Mr. Morris’s letter, however, is more of an advocate’s brief than a balanced account. As of today (June 3), three months into the crisis, there has not been a single coronavirus death reported in the two federal jails in New York City (the center of the pandemic), where Mr. Morris practices. (See bop.gov/coronavirus.) And, without discounting the other perils of coronavirus, it is the risk of death that is, and must be, our primary focus.

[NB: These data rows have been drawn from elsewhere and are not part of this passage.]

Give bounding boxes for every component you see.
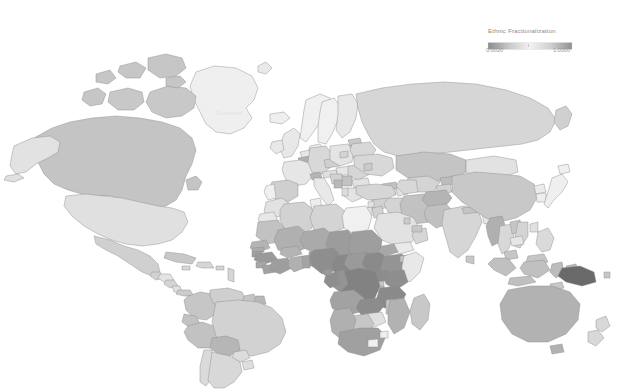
region-alaska-aleutians[interactable] [4, 174, 24, 182]
legend-tick-labels: 0.0020 1.0000 [486, 46, 570, 55]
country-canada-arctic-isle-b[interactable] [96, 70, 116, 84]
country-finland[interactable] [336, 94, 358, 138]
country-philippines[interactable] [536, 228, 554, 252]
country-russia-kaliningrad[interactable] [340, 151, 348, 158]
country-canada-ellesmere[interactable] [148, 54, 186, 78]
country-cambodia[interactable] [510, 236, 524, 246]
country-togo[interactable] [302, 255, 310, 268]
country-new-zealand-south[interactable] [588, 330, 604, 346]
country-egypt[interactable] [342, 206, 372, 234]
map-legend: Ethnic Fractionalization 0.0020 1.0000 [486, 27, 578, 67]
country-hispaniola[interactable] [196, 262, 214, 268]
country-eswatini[interactable] [380, 331, 388, 338]
country-russia-kamchatka[interactable] [554, 106, 572, 130]
country-jamaica[interactable] [182, 266, 190, 270]
country-sweden[interactable] [318, 98, 340, 144]
country-kuwait-qatar[interactable] [404, 218, 410, 224]
country-canada[interactable] [34, 116, 196, 208]
country-new-zealand-north[interactable] [596, 316, 610, 332]
country-canada-baffin[interactable] [146, 86, 196, 118]
country-india[interactable] [442, 206, 482, 258]
country-sri-lanka[interactable] [466, 256, 474, 264]
country-canada-arctic-isle-a[interactable] [118, 62, 146, 78]
country-albania[interactable] [342, 188, 348, 196]
country-indonesia-sumatra[interactable] [488, 258, 516, 276]
country-cuba[interactable] [164, 252, 196, 264]
legend-min-value: 0.0020 [486, 46, 503, 54]
country-greenland-isles[interactable] [258, 62, 272, 74]
country-mozambique[interactable] [388, 298, 410, 334]
country-taiwan[interactable] [530, 222, 538, 232]
country-papua-new-guinea[interactable] [558, 266, 596, 286]
country-north-korea[interactable] [534, 184, 546, 194]
country-japan[interactable] [544, 174, 568, 208]
country-south-africa[interactable] [338, 328, 386, 356]
country-puerto-rico[interactable] [216, 266, 224, 270]
country-bosnia[interactable] [334, 180, 342, 188]
country-portugal[interactable] [264, 184, 276, 200]
country-equatorial-guinea[interactable] [324, 269, 332, 275]
oceania-pacific-isles[interactable] [604, 272, 610, 278]
country-canada-arctic-isle-c[interactable] [166, 76, 186, 88]
country-lesotho[interactable] [368, 339, 378, 347]
legend-title: Ethnic Fractionalization [486, 27, 578, 35]
country-burkina-faso[interactable] [280, 246, 302, 258]
country-united-kingdom[interactable] [280, 128, 300, 158]
country-canada-banks-island[interactable] [82, 88, 106, 106]
country-ghana[interactable] [288, 256, 304, 272]
country-uae[interactable] [412, 225, 422, 232]
country-iceland[interactable] [270, 112, 290, 124]
country-greenland[interactable] [190, 66, 258, 134]
country-japan-hokkaido[interactable] [558, 164, 570, 174]
country-uruguay[interactable] [242, 360, 254, 370]
legend-mid-tick-mark [528, 44, 529, 47]
choropleth-map-figure: Greenland Ethnic Fractionalization 0.002… [0, 0, 620, 392]
country-russia[interactable] [356, 82, 556, 156]
legend-max-value: 1.0000 [553, 46, 570, 54]
country-indonesia-java[interactable] [508, 276, 536, 286]
country-canada-victoria-island[interactable] [108, 88, 144, 110]
country-indonesia-borneo[interactable] [520, 260, 550, 278]
map-landmasses [4, 54, 610, 388]
country-australia[interactable] [500, 286, 580, 342]
greenland-annotation-label: Greenland [216, 110, 243, 116]
country-australia-tasmania[interactable] [550, 344, 564, 354]
country-canada-newfoundland[interactable] [186, 176, 202, 190]
country-moldova[interactable] [364, 163, 372, 171]
caribbean-lesser-antilles[interactable] [228, 268, 234, 282]
country-south-korea[interactable] [536, 193, 546, 202]
country-madagascar[interactable] [410, 294, 430, 330]
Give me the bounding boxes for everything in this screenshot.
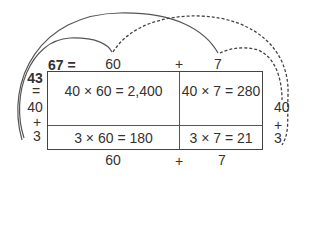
left-part2-label: 3 — [33, 129, 41, 143]
right-part1-label: 40 — [274, 100, 290, 114]
left-equals-label: = — [32, 84, 40, 98]
top-plus-label: + — [175, 57, 183, 71]
left-part1-label: 40 — [27, 100, 43, 114]
top-part2-label: 7 — [214, 57, 222, 71]
area-model-grid: 40 × 60 = 2,400 40 × 7 = 280 3 × 60 = 18… — [47, 71, 263, 150]
cell-top-right: 40 × 7 = 280 — [180, 84, 262, 98]
bottom-part1-label: 60 — [105, 153, 121, 167]
top-total-label: 67 = — [48, 58, 76, 72]
bottom-part2-label: 7 — [218, 153, 226, 167]
left-plus-label: + — [33, 115, 41, 129]
horizontal-divider — [48, 125, 262, 126]
bottom-plus-label: + — [175, 154, 183, 168]
cell-bottom-left: 3 × 60 = 180 — [48, 131, 179, 145]
cell-bottom-right: 3 × 7 = 21 — [180, 131, 262, 145]
cell-top-left: 40 × 60 = 2,400 — [48, 84, 179, 98]
top-part1-label: 60 — [105, 57, 121, 71]
right-part2-label: 3 — [274, 131, 282, 145]
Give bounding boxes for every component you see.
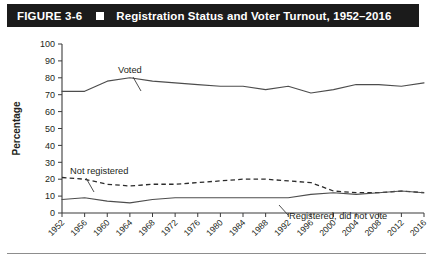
x-tick-label: 1988 (249, 217, 270, 238)
figure-title-bar: FIGURE 3-6 Registration Status and Voter… (7, 4, 419, 27)
line-chart: 0102030405060708090100195219561960196419… (0, 27, 433, 242)
series-annotation: Voted (118, 65, 142, 75)
x-tick-label: 1984 (227, 217, 248, 238)
x-tick-label: 1960 (91, 217, 112, 238)
x-tick-label: 1964 (114, 217, 135, 238)
y-tick-label: 0 (50, 208, 55, 218)
series-annotation: Registered, did not vote (289, 211, 387, 221)
chart-area: 0102030405060708090100195219561960196419… (0, 27, 433, 242)
figure-container: FIGURE 3-6 Registration Status and Voter… (0, 0, 433, 266)
y-tick-label: 70 (45, 90, 55, 100)
y-tick-label: 90 (45, 56, 55, 66)
y-tick-label: 80 (45, 73, 55, 83)
bottom-divider (7, 253, 426, 254)
figure-title: Registration Status and Voter Turnout, 1… (116, 10, 391, 22)
x-tick-label: 1952 (46, 217, 67, 238)
black-square-icon (96, 12, 104, 20)
y-tick-label: 60 (45, 107, 55, 117)
y-tick-label: 20 (45, 174, 55, 184)
x-tick-label: 1972 (159, 217, 180, 238)
x-tick-label: 1976 (182, 217, 203, 238)
x-tick-label: 1980 (204, 217, 225, 238)
y-tick-label: 40 (45, 141, 55, 151)
y-tick-label: 50 (45, 124, 55, 134)
x-tick-label: 1968 (136, 217, 157, 238)
x-tick-label: 1956 (68, 217, 89, 238)
series-line-voted (62, 78, 424, 93)
y-tick-label: 10 (45, 191, 55, 201)
figure-number: FIGURE 3-6 (17, 10, 82, 22)
y-tick-label: 100 (40, 39, 55, 49)
series-annotation: Not registered (70, 166, 128, 176)
series-line-not-registered (62, 178, 424, 193)
y-tick-label: 30 (45, 158, 55, 168)
y-axis-title: Percentage (11, 101, 22, 155)
x-tick-label: 2012 (385, 217, 406, 238)
x-tick-label: 2016 (408, 217, 429, 238)
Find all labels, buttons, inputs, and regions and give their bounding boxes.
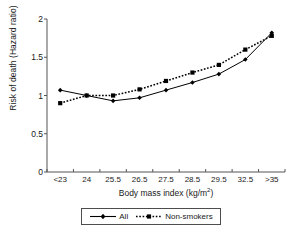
- chart-legend: All Non-smokers: [81, 208, 221, 225]
- plot-area: [0, 0, 296, 232]
- legend-swatch-non-smokers: [135, 212, 163, 221]
- legend-label-non-smokers: Non-smokers: [165, 212, 213, 221]
- data-point-1-1: [85, 93, 89, 97]
- data-point-1-0: [58, 101, 62, 105]
- data-point-1-6: [217, 63, 221, 67]
- data-point-0-6: [217, 72, 222, 77]
- legend-swatch-all: [89, 212, 117, 221]
- series-line-non-smokers: [60, 36, 272, 103]
- data-point-1-2: [111, 93, 115, 97]
- data-point-1-8: [270, 34, 274, 38]
- data-point-1-4: [164, 79, 168, 83]
- chart-figure: Risk of death (Hazard ratio) Body mass i…: [0, 0, 296, 232]
- data-point-1-3: [137, 87, 141, 91]
- data-point-1-5: [190, 70, 194, 74]
- legend-label-all: All: [119, 212, 128, 221]
- data-point-0-3: [137, 95, 142, 100]
- axes: [44, 19, 285, 172]
- legend-entry-non-smokers[interactable]: Non-smokers: [135, 212, 213, 221]
- data-point-0-2: [111, 99, 116, 104]
- data-point-1-7: [243, 48, 247, 52]
- data-point-0-0: [58, 88, 63, 93]
- data-series: [58, 30, 274, 105]
- data-point-0-4: [164, 88, 169, 93]
- legend-entry-all[interactable]: All: [89, 212, 128, 221]
- data-point-0-5: [190, 80, 195, 85]
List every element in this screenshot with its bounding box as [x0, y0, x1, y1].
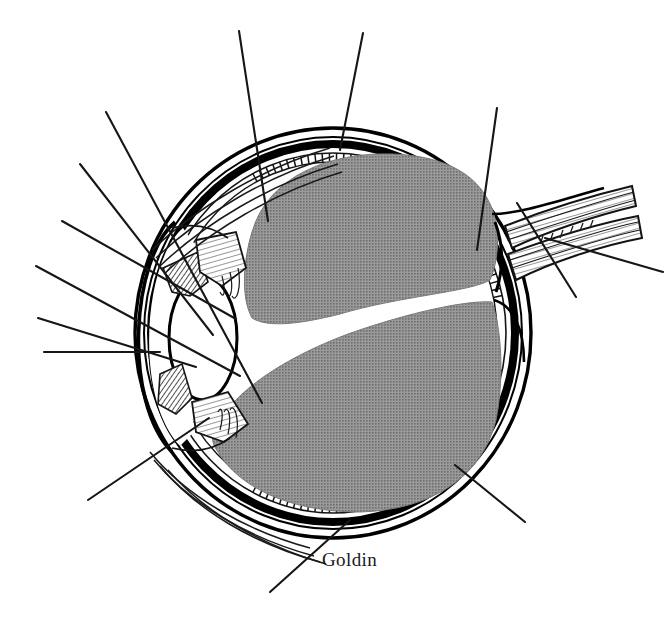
eye-cross-section-illustration: Goldin — [0, 0, 666, 632]
eye-diagram-figure: Goldin — [0, 0, 666, 632]
retina-tick — [322, 153, 323, 162]
artist-signature: Goldin — [322, 549, 377, 570]
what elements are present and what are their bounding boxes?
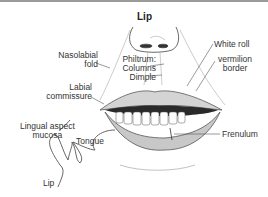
label-philtrum: Philtrum: Columns Dimple [112, 55, 156, 82]
diagram-title: Lip [137, 11, 152, 22]
lips-drawing [100, 91, 222, 170]
nose-drawing [130, 27, 179, 52]
label-white-roll: White roll [214, 40, 249, 49]
label-vermilion-border: vermilion border [218, 55, 252, 73]
label-frenulum: Frenulum [222, 130, 258, 139]
label-labial-commissure: Labial commissure [40, 83, 92, 101]
label-lingual-aspect-mucosa: Lingual aspect mucosa [20, 122, 75, 140]
label-tongue: Tongue [76, 137, 104, 146]
label-lip-inset: Lip [43, 179, 54, 188]
label-nasolabial-fold: Nasolabial fold [58, 51, 98, 69]
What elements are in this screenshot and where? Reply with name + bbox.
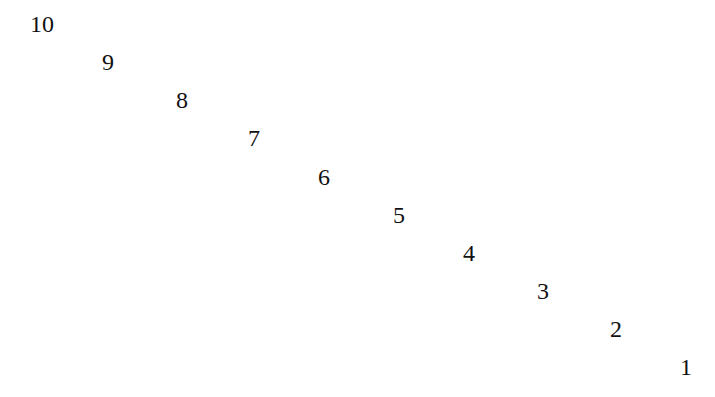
number-4: 4	[463, 241, 475, 265]
number-9: 9	[102, 50, 114, 74]
number-7: 7	[248, 126, 260, 150]
number-3: 3	[537, 279, 549, 303]
number-8: 8	[176, 88, 188, 112]
number-6: 6	[318, 165, 330, 189]
number-2: 2	[610, 317, 622, 341]
number-10: 10	[30, 12, 54, 36]
number-1: 1	[680, 355, 692, 379]
number-5: 5	[393, 203, 405, 227]
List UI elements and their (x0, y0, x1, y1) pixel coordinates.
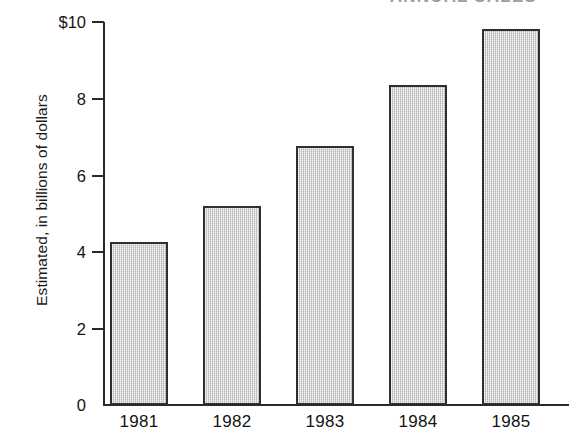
y-tick-4 (92, 251, 104, 253)
bar-chart: ANNUAL SALES Estimated, in billions of d… (0, 0, 583, 446)
y-tick-label-2: 2 (0, 320, 88, 339)
bar-1982 (203, 206, 261, 405)
y-tick-10 (92, 21, 104, 23)
y-tick-6 (92, 175, 104, 177)
x-label-1984: 1984 (389, 412, 447, 432)
x-label-1985: 1985 (482, 412, 540, 432)
x-label-1982: 1982 (203, 412, 261, 432)
y-tick-label-4: 4 (0, 243, 88, 262)
y-tick-8 (92, 98, 104, 100)
y-axis-line (103, 22, 105, 406)
x-label-1981: 1981 (110, 412, 168, 432)
bar-1981 (110, 242, 168, 405)
y-tick-label-0: 0 (0, 396, 88, 415)
y-tick-label-10: $10 (0, 13, 88, 32)
y-tick-label-8: 8 (0, 90, 88, 109)
bar-1985 (482, 29, 540, 405)
y-tick-2 (92, 328, 104, 330)
bar-1983 (296, 146, 354, 405)
bar-1984 (389, 85, 447, 405)
plot-area: $10 8 6 4 2 0 1981 1982 1983 1984 1985 (0, 0, 583, 446)
y-tick-label-6: 6 (0, 167, 88, 186)
x-label-1983: 1983 (296, 412, 354, 432)
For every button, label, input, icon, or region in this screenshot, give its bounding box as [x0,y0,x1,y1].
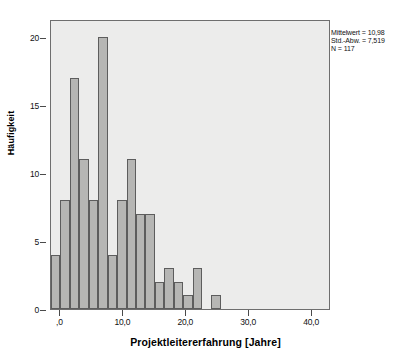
histogram-bar [60,200,69,309]
x-tick-mark [185,310,186,316]
histogram-bar [164,268,173,309]
x-tick-label: 30,0 [240,317,256,327]
mean-label: Mittelwert = 10,98 [331,29,385,37]
histogram-bar [183,295,192,309]
histogram-bar [145,214,154,309]
x-tick-mark [122,310,123,316]
histogram-bar [89,200,98,309]
y-axis-title: Häufigkeit [6,78,16,188]
x-tick-label: 10,0 [114,317,130,327]
statistics-annotation: Mittelwert = 10,98 Std.-Abw. = 7,519 N =… [331,29,385,54]
x-tick-label: ,0 [56,317,63,327]
plot-area [50,20,330,310]
histogram-bar [136,214,145,309]
histogram-figure: Häufigkeit 05101520 Projektleitererfahru… [0,0,411,364]
histogram-bar [174,282,183,309]
y-tick-mark [40,106,46,107]
y-tick-mark [40,174,46,175]
x-tick-mark [248,310,249,316]
histogram-bar [108,255,117,309]
x-tick-label: 40,0 [303,317,319,327]
histogram-bar [193,268,202,309]
x-axis-title: Projektleitererfahrung [Jahre] [0,336,411,348]
x-tick-mark [311,310,312,316]
histogram-bar [51,255,60,309]
n-label: N = 117 [331,45,385,53]
histogram-bar [127,159,136,309]
y-tick-label: 5 [34,238,39,246]
histogram-bar [70,78,79,309]
histogram-bar [117,200,126,309]
y-tick-label: 10 [30,170,39,178]
stddev-label: Std.-Abw. = 7,519 [331,37,385,45]
bars-layer [51,21,329,309]
y-tick-mark [40,242,46,243]
y-tick-label: 15 [30,102,39,110]
x-tick-label: 20,0 [177,317,193,327]
histogram-bar [211,295,220,309]
y-tick-label: 20 [30,34,39,42]
x-tick-mark [59,310,60,316]
x-axis: Projektleitererfahrung [Jahre] ,010,020,… [0,310,411,364]
histogram-bar [155,282,164,309]
histogram-bar [79,159,88,309]
y-tick-mark [40,38,46,39]
histogram-bar [98,37,107,309]
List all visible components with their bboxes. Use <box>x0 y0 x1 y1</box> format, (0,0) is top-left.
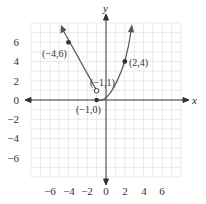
x-tick: 0 <box>103 185 109 197</box>
point-2-4 <box>122 59 127 64</box>
y-tick: −4 <box>7 132 19 144</box>
label-neg4-6: (−4,6) <box>42 48 67 60</box>
point-neg1-0 <box>94 98 99 103</box>
right-branch <box>97 31 131 101</box>
y-axis-arrow-up-icon <box>104 14 109 20</box>
y-tick: 0 <box>14 94 20 106</box>
left-branch-arrow-icon <box>61 25 67 34</box>
x-axis-label: x <box>191 94 197 106</box>
y-axis-label: y <box>102 2 108 14</box>
x-tick-labels: −6 −4 −2 0 2 4 6 <box>44 185 165 197</box>
x-tick: 6 <box>159 185 165 197</box>
y-tick-labels: 6 4 2 0 −2 −4 −6 <box>7 36 19 164</box>
x-axis-arrow-right-icon <box>183 98 189 103</box>
y-tick: −2 <box>7 113 19 125</box>
x-tick: −2 <box>81 185 93 197</box>
point-neg1-1-open <box>94 89 99 94</box>
x-tick: −4 <box>63 185 75 197</box>
x-tick: −6 <box>44 185 56 197</box>
y-tick: 6 <box>14 36 20 48</box>
y-tick: 2 <box>14 75 20 87</box>
label-neg1-1: (−1,1) <box>90 77 115 89</box>
y-tick: −6 <box>7 152 19 164</box>
label-neg1-0: (−1,0) <box>76 104 101 116</box>
x-tick: 4 <box>141 185 147 197</box>
graph: x y 6 4 2 0 −2 −4 −6 −6 −4 −2 0 2 4 6 (−… <box>0 0 206 204</box>
x-tick: 2 <box>122 185 128 197</box>
x-axis-arrow-left-icon <box>25 98 31 103</box>
point-neg4-6 <box>66 40 71 45</box>
right-branch-arrow-icon <box>128 24 134 33</box>
label-2-4: (2,4) <box>129 57 148 69</box>
y-tick: 4 <box>14 55 20 67</box>
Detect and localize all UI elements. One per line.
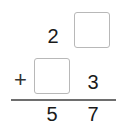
row1-tens-digit: 2 [46, 26, 60, 46]
plus-sign: + [14, 70, 27, 90]
row1-ones-answer-box[interactable] [74, 12, 110, 48]
row2-ones-digit: 3 [86, 72, 100, 92]
result-tens-digit: 5 [45, 104, 59, 124]
sum-line [11, 99, 116, 101]
result-ones-digit: 7 [86, 104, 100, 124]
row2-tens-answer-box[interactable] [34, 58, 70, 94]
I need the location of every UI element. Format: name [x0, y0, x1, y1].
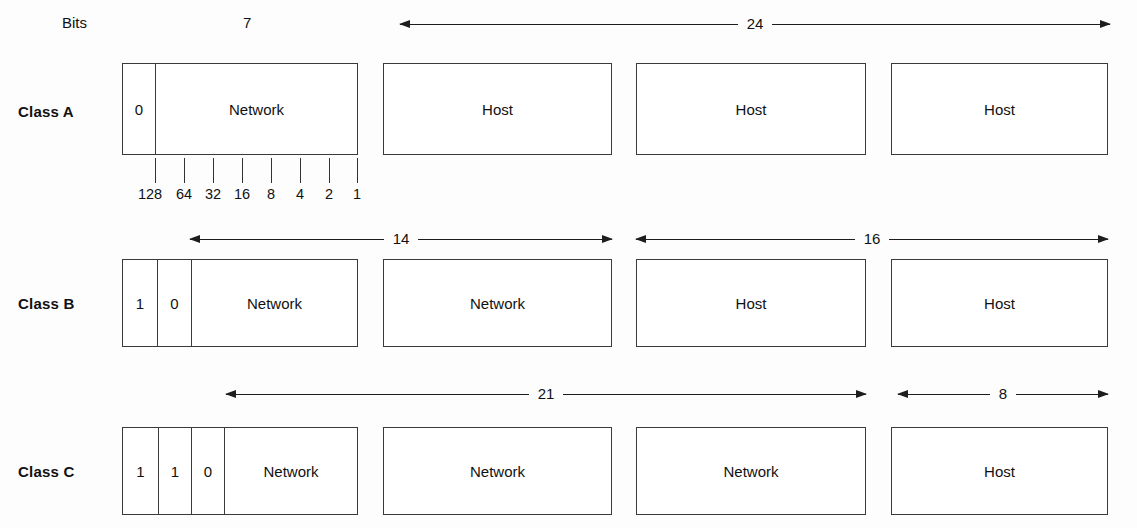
bit-cell-leading-1: 1	[158, 428, 191, 514]
arrow-right-icon	[602, 235, 613, 243]
span-value: 14	[384, 231, 419, 246]
bit-tick-5	[271, 158, 272, 183]
span-bar-left	[636, 239, 855, 240]
octet-class-a-2: Host	[383, 63, 612, 155]
span-label-class-a-7: 7	[243, 14, 251, 31]
bit-tick-7	[329, 158, 330, 183]
bit-tick-1	[155, 158, 156, 183]
arrow-right-icon	[1098, 390, 1109, 398]
arrow-left-icon	[225, 390, 236, 398]
octet-class-b-3: Host	[636, 259, 866, 347]
octet-class-a-4: Host	[891, 63, 1108, 155]
bit-weight-label: 64	[176, 186, 192, 202]
bit-cell-leading-0: 0	[157, 260, 191, 346]
span-value: 8	[990, 386, 1016, 401]
span-bar-right	[889, 239, 1108, 240]
arrow-left-icon	[399, 20, 410, 28]
span-arrow-class-b-14: 14	[190, 228, 612, 250]
span-bar-left	[400, 24, 738, 25]
span-arrow-class-c-8: 8	[898, 383, 1108, 405]
bit-weight-label: 8	[267, 186, 275, 202]
bit-weight-label: 32	[205, 186, 221, 202]
span-bar-right	[772, 24, 1110, 25]
bit-tick-6	[300, 158, 301, 183]
octet-class-c-2: Network	[383, 427, 612, 515]
arrow-left-icon	[635, 235, 646, 243]
arrow-right-icon	[1100, 20, 1111, 28]
span-bar-left	[226, 394, 529, 395]
octet-class-c-3: Network	[636, 427, 866, 515]
octet-class-b-4: Host	[891, 259, 1108, 347]
bit-weight-label: 2	[325, 186, 333, 202]
field-network: Network	[155, 64, 357, 154]
bit-tick-4	[242, 158, 243, 183]
bit-weight-label: 128	[138, 186, 162, 202]
bit-cell-leading-1: 1	[123, 260, 157, 346]
span-bar-left	[190, 239, 384, 240]
span-value: 24	[738, 16, 773, 31]
span-arrow-class-c-21: 21	[226, 383, 866, 405]
field-host: Host	[384, 64, 611, 154]
field-host: Host	[637, 260, 865, 346]
span-value: 16	[855, 231, 890, 246]
field-host: Host	[892, 260, 1107, 346]
octet-class-a-1: 0 Network	[122, 63, 358, 155]
ip-address-class-diagram: Bits 7 24 Class A 0 Network Host Host Ho…	[0, 0, 1137, 528]
bit-weight-label: 1	[353, 186, 361, 202]
bit-tick-8	[357, 158, 358, 183]
arrow-left-icon	[897, 390, 908, 398]
bit-tick-3	[213, 158, 214, 183]
bit-weight-label: 16	[234, 186, 250, 202]
arrow-left-icon	[189, 235, 200, 243]
octet-class-a-3: Host	[636, 63, 866, 155]
arrow-right-icon	[856, 390, 867, 398]
span-bar-left	[898, 394, 990, 395]
span-bar-right	[1016, 394, 1108, 395]
field-network: Network	[637, 428, 865, 514]
span-arrow-class-b-16: 16	[636, 228, 1108, 250]
octet-class-b-1: 1 0 Network	[122, 259, 358, 347]
bits-caption: Bits	[62, 14, 87, 31]
octet-class-c-1: 1 1 0 Network	[122, 427, 358, 515]
bit-weight-label: 4	[296, 186, 304, 202]
arrow-right-icon	[1098, 235, 1109, 243]
field-host: Host	[892, 64, 1107, 154]
bit-cell-leading-0: 0	[123, 64, 155, 154]
octet-class-c-4: Host	[891, 427, 1108, 515]
bit-cell-leading-0: 0	[191, 428, 224, 514]
bit-cell-leading-1: 1	[123, 428, 158, 514]
bit-tick-2	[184, 158, 185, 183]
row-label-class-c: Class C	[18, 463, 74, 480]
span-bar-right	[418, 239, 612, 240]
span-arrow-class-a-24: 24	[400, 13, 1110, 35]
field-network: Network	[224, 428, 357, 514]
octet-class-b-2: Network	[383, 259, 612, 347]
row-label-class-a: Class A	[18, 103, 74, 120]
span-bar-right	[563, 394, 866, 395]
field-host: Host	[637, 64, 865, 154]
field-host: Host	[892, 428, 1107, 514]
field-network: Network	[384, 260, 611, 346]
field-network: Network	[384, 428, 611, 514]
span-value: 21	[529, 386, 564, 401]
field-network: Network	[191, 260, 357, 346]
row-label-class-b: Class B	[18, 295, 74, 312]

Keeping this in mind, one can see that Mr. Morris’s statistics are misleading. As I stated in my article, “A few federal prisons have encountered significant numbers of Covid-19 cases, including fatalities, but the great majority have not.” This is still true today. Indeed, as of June 3, out of 121 federal prison facilities reported on the Bureau of Prisons website, 101 have reported no coronavirus deaths whatsoever. Furthermore, out of the 121 facilities, about 12 account for about 95 percent of the coronavirus cases (fatal and otherwise) on which Mr. Morris’s statistics rely. One should note, moreover, that according to Mr. Morris’s own statistics, “the death rate among prisoners is more than 1.3 times as many as among the general population [of the US].” Even assuming this relatively small difference is statistically significant, it hardly suggests that the lives of inmates are being threatened to the degree Mr. Morris proclaims.

Nor would we expect otherwise, for although prison conditions favor the spread of coronavirus, the relatively young age of much of the prison population makes it unlikely that those who contract the virus will suffer life-threatening consequences. Nonetheless, despite Mr. Morris’s claim that “a significant number of judges [are] oblivious” to the dangers inmates face, my colleagues have repeatedly told me that they are acutely aware that, as stated in my article, an erroneous failure to release can have “potentially fatal consequences.” Accordingly, my colleagues and I have not hesitated to release many federal inmates who, because of age and/or underlying health problems, are at very high risk and can otherwise satisfy the fairly strict legal requirements for such release. And the Bureau of Prisons, which has greater discretion in these matters, has released over three thousand such prisoners.

Most of my article was not, however, about prisoner release. The main point of my article was simply to note that, because of almost two decades of advance planning, the federal courts in New York have been able to remain open for business throughout the pandemic. A better argument Mr. Morris might have made, I respectfully suggest, is that the Bureau of Prisons appears to have done much less in the way of advance planning, thereby creating risks that might have been avoided. And while Mr. Morris views the pride I continue to take in my colleagues’ great work in keeping the federal courts running as simply a “self-congratulatory account,” it is because of those efforts that advocates like Mr. Morris are having their motions for inmate release promptly heard and decided.